Redfoot: Redfoot is a 100% Python application framework for distributed RDF applications. It provides a web interface to its RDF import, editing, and viewing functions. It also has support for RDF Schemas. One of its more intriguing features is emerging support for peer-to-peer exchange of RDF data -- peered Redfoots (Redfeet?) will be able to discover the contents of each other's stores. Easy customization of the web interface makes this a good choice for experimentation with RDF. Alpha/beta-level software.

Wraf: The Web Resource Application Framework is another RDF application framework, this time written in Perl. It also offers a web interface to RDF storage, editing and querying. Alpha-level software.

Applications

Mozilla: Uses RDF for its configuration files and contains a template-building technology, XUL, that can construct user interfaces populated with data from RDF data sources. A Javascript API for manipulation of those data sources is also available. External data sources can be integrated into Mozilla either by exposing them in the RDF syntax or by adding code to Mozilla conforming to its data source API.

RSS 1.0: This work on the next generation of web site metadata distribution employs RDF for its data model and syntax. Of particular interest is its use at the W3C, where XSLT is used to extract the RSS information from the front page. Dan Connolly has documented how this was done. If you want to experiment with scraping data from XHTML pages, this is an interesting starting point.

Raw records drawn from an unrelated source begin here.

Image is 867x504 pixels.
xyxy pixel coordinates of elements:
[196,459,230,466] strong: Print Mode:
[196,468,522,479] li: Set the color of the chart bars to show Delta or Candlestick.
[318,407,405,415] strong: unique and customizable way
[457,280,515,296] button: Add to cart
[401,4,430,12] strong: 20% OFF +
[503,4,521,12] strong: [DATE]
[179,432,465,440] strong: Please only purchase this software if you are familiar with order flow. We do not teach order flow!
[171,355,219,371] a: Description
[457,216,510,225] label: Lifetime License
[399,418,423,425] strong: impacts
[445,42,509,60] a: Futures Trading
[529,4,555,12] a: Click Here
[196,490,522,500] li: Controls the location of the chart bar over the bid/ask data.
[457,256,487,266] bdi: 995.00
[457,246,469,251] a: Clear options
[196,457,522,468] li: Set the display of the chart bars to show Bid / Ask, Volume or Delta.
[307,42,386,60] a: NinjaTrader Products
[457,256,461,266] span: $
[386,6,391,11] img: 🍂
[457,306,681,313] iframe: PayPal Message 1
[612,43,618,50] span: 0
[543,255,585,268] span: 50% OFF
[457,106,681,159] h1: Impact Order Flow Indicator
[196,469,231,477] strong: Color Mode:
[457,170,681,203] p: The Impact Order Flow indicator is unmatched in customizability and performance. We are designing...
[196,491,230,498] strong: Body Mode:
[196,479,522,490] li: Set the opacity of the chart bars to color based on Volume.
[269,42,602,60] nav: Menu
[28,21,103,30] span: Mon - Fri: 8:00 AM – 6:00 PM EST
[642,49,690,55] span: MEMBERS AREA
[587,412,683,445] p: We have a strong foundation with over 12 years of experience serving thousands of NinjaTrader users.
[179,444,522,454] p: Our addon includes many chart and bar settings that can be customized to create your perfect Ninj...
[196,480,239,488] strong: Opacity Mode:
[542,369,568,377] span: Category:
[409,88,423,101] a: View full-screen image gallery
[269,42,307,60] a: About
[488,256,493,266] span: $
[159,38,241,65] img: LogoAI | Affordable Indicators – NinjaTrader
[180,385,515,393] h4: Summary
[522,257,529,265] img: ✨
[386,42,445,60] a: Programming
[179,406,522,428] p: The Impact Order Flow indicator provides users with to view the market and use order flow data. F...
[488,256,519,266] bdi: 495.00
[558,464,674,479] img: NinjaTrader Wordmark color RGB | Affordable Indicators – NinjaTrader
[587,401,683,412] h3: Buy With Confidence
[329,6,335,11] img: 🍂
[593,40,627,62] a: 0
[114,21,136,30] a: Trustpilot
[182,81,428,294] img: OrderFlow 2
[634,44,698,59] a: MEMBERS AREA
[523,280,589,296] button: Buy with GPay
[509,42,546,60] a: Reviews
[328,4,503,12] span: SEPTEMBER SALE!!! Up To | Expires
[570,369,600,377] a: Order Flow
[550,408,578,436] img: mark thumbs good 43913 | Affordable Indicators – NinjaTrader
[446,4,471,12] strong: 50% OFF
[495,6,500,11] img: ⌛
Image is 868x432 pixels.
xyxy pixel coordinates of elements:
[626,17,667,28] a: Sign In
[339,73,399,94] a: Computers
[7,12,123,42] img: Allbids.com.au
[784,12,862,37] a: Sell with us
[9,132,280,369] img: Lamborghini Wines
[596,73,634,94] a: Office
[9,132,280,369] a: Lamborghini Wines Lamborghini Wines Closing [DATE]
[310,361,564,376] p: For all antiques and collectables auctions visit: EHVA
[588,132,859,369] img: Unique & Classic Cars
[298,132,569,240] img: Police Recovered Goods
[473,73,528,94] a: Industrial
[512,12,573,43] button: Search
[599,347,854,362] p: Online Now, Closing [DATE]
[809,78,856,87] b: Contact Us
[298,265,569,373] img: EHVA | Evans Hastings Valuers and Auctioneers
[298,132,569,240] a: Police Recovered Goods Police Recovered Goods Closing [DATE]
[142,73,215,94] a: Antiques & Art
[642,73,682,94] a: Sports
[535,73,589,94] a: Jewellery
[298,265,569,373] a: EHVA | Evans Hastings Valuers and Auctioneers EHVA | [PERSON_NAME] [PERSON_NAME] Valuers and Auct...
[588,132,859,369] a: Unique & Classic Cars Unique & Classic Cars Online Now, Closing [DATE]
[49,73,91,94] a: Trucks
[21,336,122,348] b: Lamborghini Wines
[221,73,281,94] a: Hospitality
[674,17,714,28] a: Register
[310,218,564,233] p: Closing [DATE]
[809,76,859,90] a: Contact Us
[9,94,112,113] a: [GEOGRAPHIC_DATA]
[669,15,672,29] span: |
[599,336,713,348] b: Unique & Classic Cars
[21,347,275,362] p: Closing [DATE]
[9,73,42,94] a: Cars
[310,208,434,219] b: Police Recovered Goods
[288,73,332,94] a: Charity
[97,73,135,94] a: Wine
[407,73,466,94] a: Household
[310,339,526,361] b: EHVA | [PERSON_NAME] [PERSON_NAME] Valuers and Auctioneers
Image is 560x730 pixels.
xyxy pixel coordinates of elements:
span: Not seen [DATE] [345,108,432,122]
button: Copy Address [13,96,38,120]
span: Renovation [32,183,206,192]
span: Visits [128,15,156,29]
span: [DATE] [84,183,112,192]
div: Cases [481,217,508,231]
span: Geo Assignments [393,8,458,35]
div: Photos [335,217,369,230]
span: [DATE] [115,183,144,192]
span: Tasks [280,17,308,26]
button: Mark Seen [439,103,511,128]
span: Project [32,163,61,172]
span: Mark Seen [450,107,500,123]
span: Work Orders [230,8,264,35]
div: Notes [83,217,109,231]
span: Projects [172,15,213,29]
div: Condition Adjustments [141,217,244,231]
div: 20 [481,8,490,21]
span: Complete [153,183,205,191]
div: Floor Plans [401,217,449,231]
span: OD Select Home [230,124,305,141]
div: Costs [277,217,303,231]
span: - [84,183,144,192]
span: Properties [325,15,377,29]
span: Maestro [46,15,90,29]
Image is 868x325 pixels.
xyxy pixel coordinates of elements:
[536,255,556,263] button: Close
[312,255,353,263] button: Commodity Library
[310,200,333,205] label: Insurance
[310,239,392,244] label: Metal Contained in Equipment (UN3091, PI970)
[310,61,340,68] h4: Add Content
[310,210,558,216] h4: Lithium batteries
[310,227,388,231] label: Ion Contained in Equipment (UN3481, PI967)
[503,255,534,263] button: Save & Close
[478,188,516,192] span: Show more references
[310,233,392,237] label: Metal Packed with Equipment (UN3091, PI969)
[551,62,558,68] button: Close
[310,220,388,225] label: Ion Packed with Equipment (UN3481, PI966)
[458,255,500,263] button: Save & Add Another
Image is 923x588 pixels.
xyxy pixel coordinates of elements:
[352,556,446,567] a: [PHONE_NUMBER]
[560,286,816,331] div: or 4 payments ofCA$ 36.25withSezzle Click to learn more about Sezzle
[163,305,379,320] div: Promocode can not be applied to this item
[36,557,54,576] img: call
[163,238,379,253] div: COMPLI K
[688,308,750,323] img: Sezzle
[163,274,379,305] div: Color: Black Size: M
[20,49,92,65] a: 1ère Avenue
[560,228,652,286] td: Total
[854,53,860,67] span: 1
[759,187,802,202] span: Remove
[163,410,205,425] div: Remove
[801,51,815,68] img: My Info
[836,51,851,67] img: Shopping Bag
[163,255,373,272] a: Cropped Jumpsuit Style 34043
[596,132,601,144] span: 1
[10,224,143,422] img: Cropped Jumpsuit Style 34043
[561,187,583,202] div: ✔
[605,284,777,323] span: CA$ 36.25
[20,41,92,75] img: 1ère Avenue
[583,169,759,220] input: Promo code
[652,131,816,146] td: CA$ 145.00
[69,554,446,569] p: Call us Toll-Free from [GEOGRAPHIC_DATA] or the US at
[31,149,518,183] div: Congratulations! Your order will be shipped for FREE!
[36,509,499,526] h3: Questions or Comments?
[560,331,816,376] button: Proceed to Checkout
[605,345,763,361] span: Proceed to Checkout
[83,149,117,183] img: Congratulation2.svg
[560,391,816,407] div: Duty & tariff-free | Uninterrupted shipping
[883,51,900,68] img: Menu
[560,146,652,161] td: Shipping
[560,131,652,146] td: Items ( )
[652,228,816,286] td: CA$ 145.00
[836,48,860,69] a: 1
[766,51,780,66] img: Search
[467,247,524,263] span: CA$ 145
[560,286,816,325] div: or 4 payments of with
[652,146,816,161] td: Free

Describing and retrieving photos using RDF and HTTP: This note, written by W3C staff, describes the creation of a system allowing the description and retrieval of photographs using RDF. The RDF itself is embedded in the comment portion of JPEG files using a custom editor application, and it's retrieved through an extension to a web server. This illustrates another good starting point for doing Semantic Web development using existing web technologies: attempting to combine this work with a framework such as Redfoot would be an interesting line of investigation.

The Future

The Semantic Web has already been the subject of much bluster among the XML developer community and will doubtless continue to be so. Arguments rage over the usefulness of the technology, the difficulty of using RDF, and so on. However, the Semantic Web vision of a machine-readable web has possibilities for application in most web technology -- while some complain about its lack of definition, its broad scope properly reflects the quietly radical effect it will have on the Web.